Kevin Abosch: I think a number of artists are hanging their hat on the legacy of other artists, as if it’s some kind of surefire branding mechanism.

With thanks to Diane Drubay, Roger Haas, and Georg Bak.
Kevin Abosch is an artist whose work explores identity, value, and the human condition through photography, film, painting, and generative systems. His projects have been exhibited internationally at museums and biennials including the National Gallery of Ireland, the Hermitage Museum, St Petersburg; the National Museum of China, Beijing; Jeu de Paume, Paris; ZKM Karlsruhe; and the Venice Biennale. His recent work investigates synthetic photography and artificial intelligence as means of interrogating ethics. He lives and works in Paris, and teaches at the University of Applied Arts Vienna.

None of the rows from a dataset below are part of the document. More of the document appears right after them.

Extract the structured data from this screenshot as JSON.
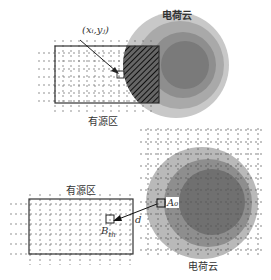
{
  "diagram": {
    "top_panel": {
      "cloud_label": "电荷云",
      "source_label": "有源区",
      "point_label": "(x_i,y_j)",
      "point_label_display": "(xᵢ,yⱼ)"
    },
    "bottom_panel": {
      "cloud_label": "电荷云",
      "source_label": "有源区",
      "cell_a_label": "A_0",
      "cell_a_display": "A₀",
      "cell_b_label": "B_th",
      "cell_b_main": "B",
      "cell_b_sub": "th",
      "distance_label": "d"
    },
    "colors": {
      "cloud_outer": "#c8c8c8",
      "cloud_mid": "#a9a9a9",
      "cloud_inner": "#8a8a8a",
      "cloud_core": "#6e6e6e",
      "grid": "#555555",
      "box": "#333333"
    }
  }
}
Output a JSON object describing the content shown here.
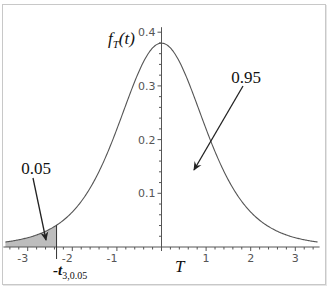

Melanie Lenz is curator of Digital Art at the Victoria and Albert Museum where she is responsible for developing the V&A’s digital art collection. She has organized multiple exhibitions, most recently co-curating “Patric Prince: Digital Art Visionary” (2023-2024). She co-edited the book Digital Art: 1960s to Now (2024) and the forthcoming publication Emergence: Art and Generative Systems. She has also published on diverse topics including generative art (2024), early computer art in Latin America (2018), gender, art, and technology (2014), and collecting and conserving digital art (2011). Based in London, she is a judge for The Lumen Prize for Art and Technology and is a panel expert for the National Archives.
Marcella Lista is the Head Curator for the New Media Collection at Centre Pompidou.
Christiane Paul is Curator of Digital Art at the Whitney Museum of American Art and Professor Emerita at The New School. She is the recipient of 2023 MediaArtHistories International Award and the Thoma Foundation’s 2016 Arts Writing Award in Digital Art. Her latest books are Digital Art (4th ed., 2023) and A Companion to Digital Art (Blackwell-Wiley, 2016). At the Whitney Museum she curated exhibitions including “Parting Worlds / Hyundai Terrace Commission: Marina Zurkow” (2025), “Harold Cohen: AARON” (2024), “Refigured” (2023), and “Programmed: Rules, Codes, and Choreographies in Art 1965-2018” (2018/19), and is responsible for artport, the museum’s portal to Internet art. Other curatorial work includes “Chain Reaction” (2023), “DiMoDA 4.0 Dis/Locatio” (2021-23), and “The Question of Intelligence” (Kellen Gallery, The New School, New York, 2020).
Alex Estorick is Editor-in-Chief at Right Click Save.
This is an edited version of a conversation hosted by ArtMeta at The Digital Art Mile, Basel on June 18, 2025.